I need to pass the credentials (Integrated Windows Authentication) from a django website on IIS onto a backend SQL server so that it runs under the proper user context.
This is how my setup looks so far:
sql_sever.domain.com
under a service account domain\svc_sqlserver
app_server.domain.com
using IIS under a service account domain\svc_appserver
with Windows authentication and ASP.Net Impersonation (Providers is set to Negotiate:Kerberos -> Negotiate -> NTLM
) with useAppPoolCredentials=True
Trusted_Connection=yes
in the connectionConfigured SPNs for Kerberos authentication both for domain\svc_sqlserver
and domain\svc_appserver
as follows:
setspn -a HTTP/app_server domain\svc_appserver
setspn -a HTTP/app_server.domain.com domain\svc_appserver
setspn -a MSSQLSvc/sql_server.domain.com:PORT domain\svc_sqlserver
setspn -a MSSQLSvc/sql_server.domain.com:INSTANCE domain\svc_sqlserver
setspn -a MSSQLSvc/sql_server.domain.com domain\svc_sqlserver
Trusted both svc_sqlserver
and svc_appserver
for delegation to MSSQLSvc
services and additionally for domain\svc_appserver
I added HTTP
services too (from the above list)
Result:
WWW-Authenticate
response header and Authorization
request header (Negotiate
is being correctly used)domain\svc_appserver
when it should be running under domain\remote_user
I've been working on this for more than a week now but for the life of me, I can't figure out how to pass authenticated user's context from IIS to SQL Server. I went through hundreds of links I found online and I'm not sure what to do at this point.
Is there anything else that I'm missing? Is there any way in Django to set the user's context before establishing connection to database? If anyone can help, I'd really appreciate.
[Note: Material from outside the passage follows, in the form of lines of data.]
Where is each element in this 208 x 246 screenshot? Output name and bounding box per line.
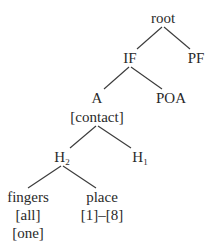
- feature-one: [one]: [12, 225, 44, 241]
- node-root: root: [151, 10, 175, 26]
- edge-h2-fingers: [28, 166, 61, 188]
- feature-range: [1]–[8]: [81, 207, 123, 223]
- edge-if-a: [104, 67, 129, 89]
- edge-root-pf: [164, 27, 190, 49]
- node-poa: POA: [156, 90, 186, 106]
- edge-contact-h1: [98, 126, 131, 148]
- node-h2-subscript: 2: [65, 157, 70, 167]
- node-h1-subscript: 1: [143, 157, 148, 167]
- node-h2-label: H: [54, 149, 65, 165]
- edge-root-if: [137, 27, 162, 49]
- feature-all: [all]: [16, 207, 41, 223]
- node-fingers: fingers: [7, 189, 49, 205]
- node-place: place: [86, 189, 118, 205]
- node-h2: H2: [54, 149, 69, 165]
- edge-contact-h2: [70, 126, 96, 148]
- node-h1: H1: [132, 149, 147, 165]
- feature-contact: [contact]: [70, 109, 123, 125]
- node-a: A: [92, 90, 103, 106]
- edge-h2-place: [63, 166, 96, 188]
- node-pf: PF: [188, 50, 205, 66]
- node-h1-label: H: [132, 149, 143, 165]
- edge-if-poa: [131, 67, 162, 89]
- node-if: IF: [123, 50, 136, 66]
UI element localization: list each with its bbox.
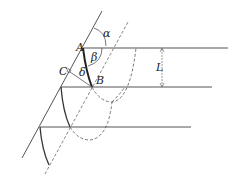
label-alpha: α	[103, 27, 111, 40]
label-delta: δ	[79, 66, 86, 79]
curve-middle	[61, 87, 70, 127]
label-a: A	[75, 41, 84, 54]
label-b: B	[95, 74, 104, 87]
dashed-loop-middle	[70, 102, 112, 140]
label-l: L	[155, 61, 163, 74]
label-c: C	[59, 65, 68, 78]
curve-bottom	[40, 127, 49, 165]
label-beta: β	[90, 51, 97, 64]
geometry-diagram: A C δ B β α L	[0, 0, 240, 186]
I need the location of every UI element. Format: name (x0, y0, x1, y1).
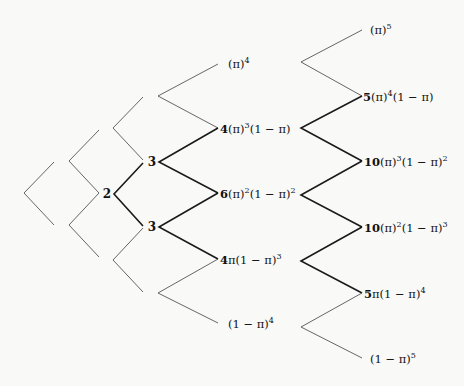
level4-term-3: 4π(1 − π)3 (220, 253, 281, 267)
level4-term-1: 4(π)3(1 − π) (220, 122, 290, 136)
branch-level2-bottom (69, 193, 99, 257)
level5-term-0: (π)5 (370, 23, 392, 37)
branch-from-6pi2 (301, 161, 362, 227)
level5-term-5: (1 − π)5 (370, 352, 416, 366)
branch-level4-top (158, 64, 218, 128)
branch-level3-top (113, 97, 143, 160)
level4-term-2: 6(π)2(1 − π)2 (220, 187, 296, 201)
branch-level3-bottom (113, 228, 143, 292)
node-2: 2 (103, 187, 111, 201)
level5-term-4: 5π(1 − π)4 (364, 287, 425, 301)
branch-from-4pi (301, 227, 362, 293)
level5-term-1: 5(π)4(1 − π) (363, 90, 433, 104)
node-3-bottom: 3 (148, 220, 156, 234)
level4-term-4: (1 − π)4 (228, 317, 274, 331)
branch-level2-top (69, 130, 99, 193)
branch-from-2 (114, 163, 143, 226)
branch-from-4pi3 (301, 96, 362, 161)
branch-from-pi4 (301, 30, 362, 96)
branch-from-3-top (159, 128, 218, 193)
level4-term-0: (π)4 (228, 57, 250, 71)
branch-level1 (24, 162, 54, 225)
branch-from-3-bottom (159, 193, 218, 259)
branch-level4-bottom (158, 259, 218, 323)
branch-from-1mpi4 (301, 293, 362, 358)
level5-term-2: 10(π)3(1 − π)2 (364, 155, 448, 169)
level5-term-3: 10(π)2(1 − π)3 (364, 221, 448, 235)
node-3-top: 3 (148, 155, 156, 169)
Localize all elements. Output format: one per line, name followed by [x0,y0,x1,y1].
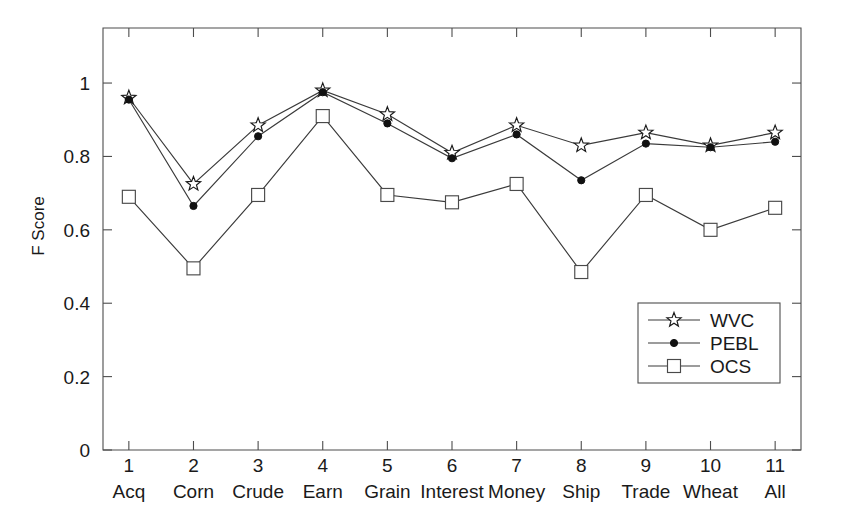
x-category-label: Acq [112,481,145,502]
star-marker [186,176,200,190]
square-marker [510,177,523,190]
square-marker [381,188,394,201]
axis-frame [103,28,801,450]
circle-marker [384,120,391,127]
x-tick-label: 7 [511,455,522,476]
circle-marker [255,133,262,140]
x-tick-label: 5 [382,455,393,476]
chart-legend: WVCPEBLOCS [638,303,780,383]
series-wvc [122,83,783,190]
x-tick-label: 4 [317,455,328,476]
square-marker [187,262,200,275]
circle-marker [670,339,677,346]
x-category-label: Interest [420,481,484,502]
circle-marker [513,131,520,138]
star-marker [639,125,653,139]
plot-border [103,28,801,450]
y-tick-label: 0.8 [64,146,90,167]
y-tick-label: 0 [79,440,90,461]
x-axis-category-labels: AcqCornCrudeEarnGrainInterestMoneyShipTr… [112,481,785,502]
star-marker [768,125,782,139]
x-tick-label: 6 [447,455,458,476]
legend-label: WVC [710,310,754,331]
square-marker [639,188,652,201]
square-marker [668,360,681,373]
square-marker [575,266,588,279]
square-marker [446,196,459,209]
x-category-label: Money [488,481,546,502]
chart-figure: 00.20.40.60.81 1234567891011 AcqCornCrud… [0,0,842,523]
circle-marker [125,96,132,103]
x-category-label: Crude [232,481,284,502]
circle-marker [190,202,197,209]
square-marker [252,188,265,201]
x-category-label: Trade [621,481,670,502]
circle-marker [578,177,585,184]
y-tick-label: 0.6 [64,220,90,241]
star-marker [380,107,394,121]
x-category-label: Ship [562,481,600,502]
circle-marker [642,140,649,147]
x-axis-ticks [129,28,775,450]
x-tick-label: 11 [765,455,785,476]
circle-marker [772,138,779,145]
square-marker [122,190,135,203]
circle-marker [319,89,326,96]
circle-marker [448,155,455,162]
series-polyline [129,90,775,184]
star-marker [510,118,524,132]
x-tick-label: 10 [700,455,721,476]
star-marker [574,138,588,152]
y-tick-label: 0.4 [64,293,91,314]
x-tick-label: 2 [188,455,199,476]
data-series-layer [122,83,783,279]
x-category-label: Corn [173,481,214,502]
x-axis-tick-labels: 1234567891011 [124,455,785,476]
x-tick-label: 3 [253,455,264,476]
f-score-line-chart: 00.20.40.60.81 1234567891011 AcqCornCrud… [0,0,842,523]
square-marker [769,201,782,214]
legend-label: PEBL [710,333,759,354]
y-axis-ticks [103,83,801,450]
x-category-label: Earn [303,481,343,502]
y-axis-title: F Score [29,196,48,256]
x-category-label: Grain [364,481,410,502]
series-ocs [122,110,781,279]
y-axis-tick-labels: 00.20.40.60.81 [64,73,91,461]
x-category-label: Wheat [683,481,739,502]
x-tick-label: 1 [124,455,135,476]
x-tick-label: 9 [641,455,652,476]
y-tick-label: 1 [79,73,90,94]
circle-marker [707,144,714,151]
legend-label: OCS [710,356,751,377]
x-category-label: All [765,481,786,502]
square-marker [316,110,329,123]
x-tick-label: 8 [576,455,587,476]
square-marker [704,223,717,236]
y-tick-label: 0.2 [64,367,90,388]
Thanks!
I'm using:
I don't believe that impersonation has been implemented for anything that runs in FastCGI or Kestrel worker processes. See eg for ASP.NET core:
https://docs.microsoft.com/en-us/aspnet/core/security/authentication/windowsauth?view=aspnetcore-2.1&tabs=aspnetcore2x#impersonation
If you use HTTP Basic auth, which requires the user to fork over a password, you could perform a Logon using Win32 and do the impersonation yourself. But for NTLM and Kerberos there's no simple way to impersonate the calling user from inside your python process.
Or, if this is a custom app, you could use SQL Impersonation, or pass the end user's identity to SESSION_CONTEXT where it could be seen by server-side code. It also might be possible to enhance django-pyodbc-azure to do this.
The only other thing I can think is to roll your own Django hosting by implementing an ASP.NET HttpHandler that impersonates the user and manages python processes running under the end user's identity.